A few years ago I wrote a post talking about my childwood in August explaining how it was not only a time for holidays, the beach, "ferragosto" (15th of August) celebration but also for family gathering in Ispica to harvest almonds and carobs.
My grandmother, Nonna Marietta, daughter of "U Massa Titta" (Titta, or Giambattista Cultrera who was a farmer) had inherited an almond grove dotted with carob trees and we all had to go to help out during the harvest time.
We all dreaded it, spending all day under the scorching sun at 35-40 degrees Celsius in the dry countryside, working under no shade with dry leaves, earth and broken branches falling all over you was not the ideal way to spend a summer day just 15 minutes away from a sandy beach. And the "paddizzuna", this small insects that fell all over you from the tree? Unberable!

Who would had thought, back then, that I could have come to miss all that one day, looking back at it as a piece of family poetry.

Yes, as annoying as the whole process was we learned so much about nature and found also ways to have fun.

I described the organisation of the whole day in the post called "August at the Almond Grove: childhood memories".
To summarise it for you: men had the toughest job, "cutuliari", which means shaking; they had long canes and used them to lightly shake each branch until the almonds fell down on wide nets previously arranged around the tree trunks.
Our task, the children's task, was that of looking for almonds the men might have missed under the tree when they finished and helping women who stayed behind, sitting in the shade cleaning almonds by removing the dry green external shell.

Nonna Marietta would organise the baskets to hold the almonds according to types: fascionello, pizzuta and romana, with the last two being her favourite.
She used to teach us how to recognise the various kinds and, as a treat, every so often, she would sit in a corner and clean some fresh white almonds for us...................an unforgettable taste!

When we had enough and wanted a break, we would hide under a carob tree to enjoy the shade while making necklaces out of carob leaves.

The only pictures I found, of the family gathered in Sanpantinu (San Infantino), are these one taken in spring 1981, when we used to have a meal there while Nonna would check on the trees and understand what the harvest would have been like that year in August. They are special pictures because they had also invited my other grandmother for lunch, so I am standing next to both Nonna Elvira (in the green pullover) and Nonna Marietta (in the black dress).
The other pictures of this year Almond harvest are courtesy of my friends Francesco and Mariangela at Blanqa.
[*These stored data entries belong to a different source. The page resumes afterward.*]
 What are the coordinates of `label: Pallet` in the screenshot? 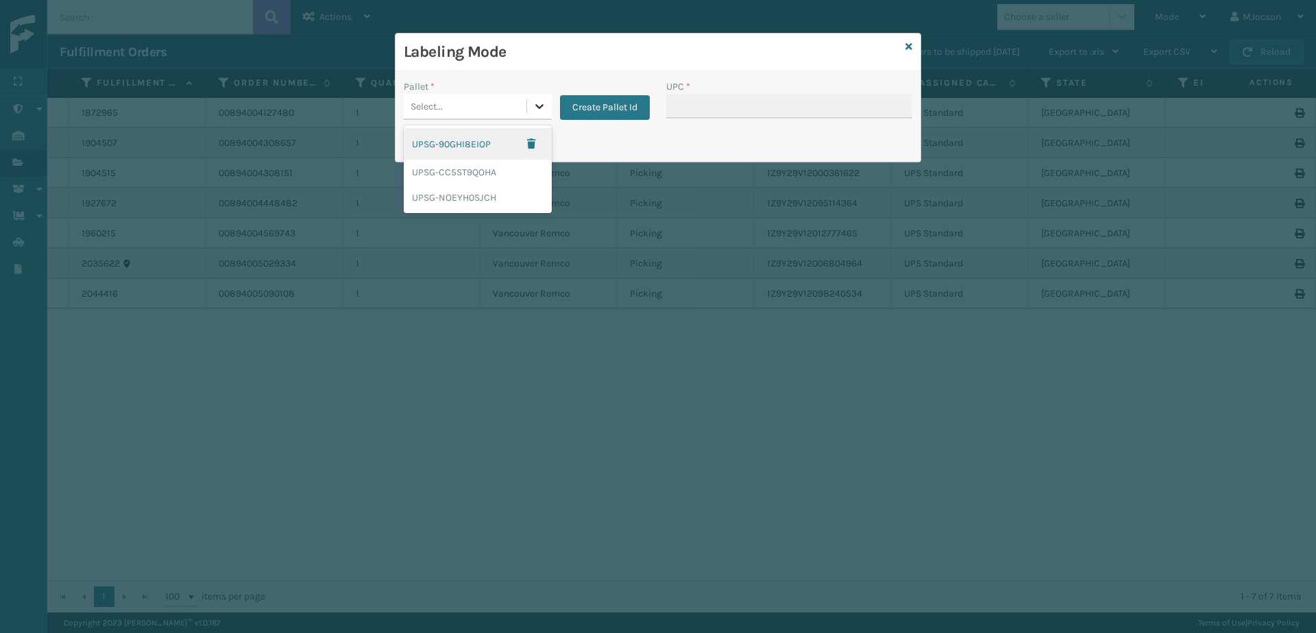 It's located at (419, 86).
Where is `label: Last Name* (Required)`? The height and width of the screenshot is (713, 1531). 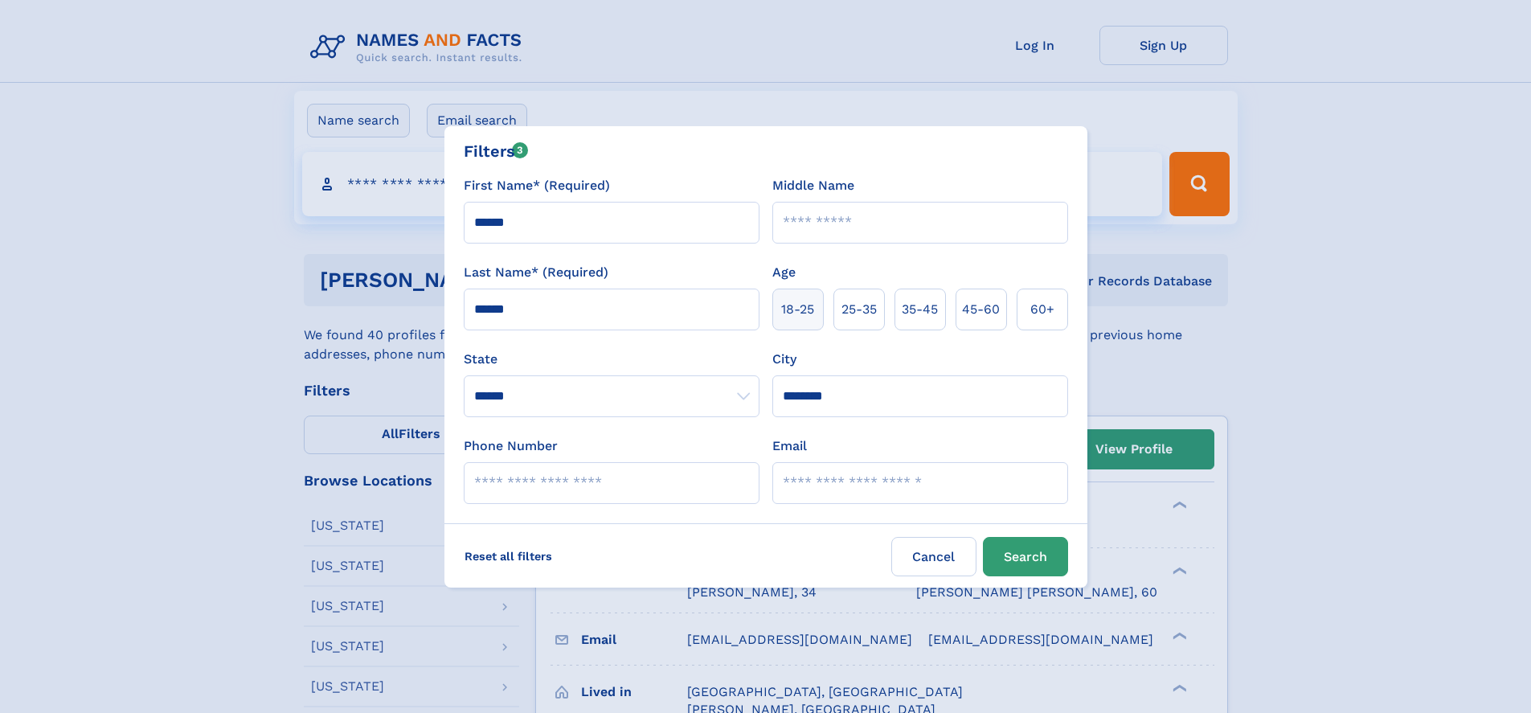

Today, my daughter is missing this direct contact with nature within a family context like that with the teachings of Nonna Marietta, but as they say "il sangue non è acqua" (blood is not water) and I recently discovered she has it all in her genes.
She loves almonds and has them regularly as a snack. One day, while we were abroad, they offered her some almonds. She took just one, then stopped eating them.

I asked her why and her confident reply was "mamma, they are bitter, dry and with less taste than the ones we have at home". So I tasted them again, paying more attention and...she was right!
My little 4 years old princess is used to her "pizzuta di Avola", the most prestigious kind of almonds chosen by top pâtissiers and confectioners, with a high content of essential oils, a sweet vanilla flavour and a delicate bitter after taste, rather than a dry, flat bitter taste.
So I smiled as I saw that even if they never got the chance to meet, Nonna Marietta had planted her seed in my Sofia and Massa Titta's heritage was still alive in her taste buds, in a very XXI century kind of way.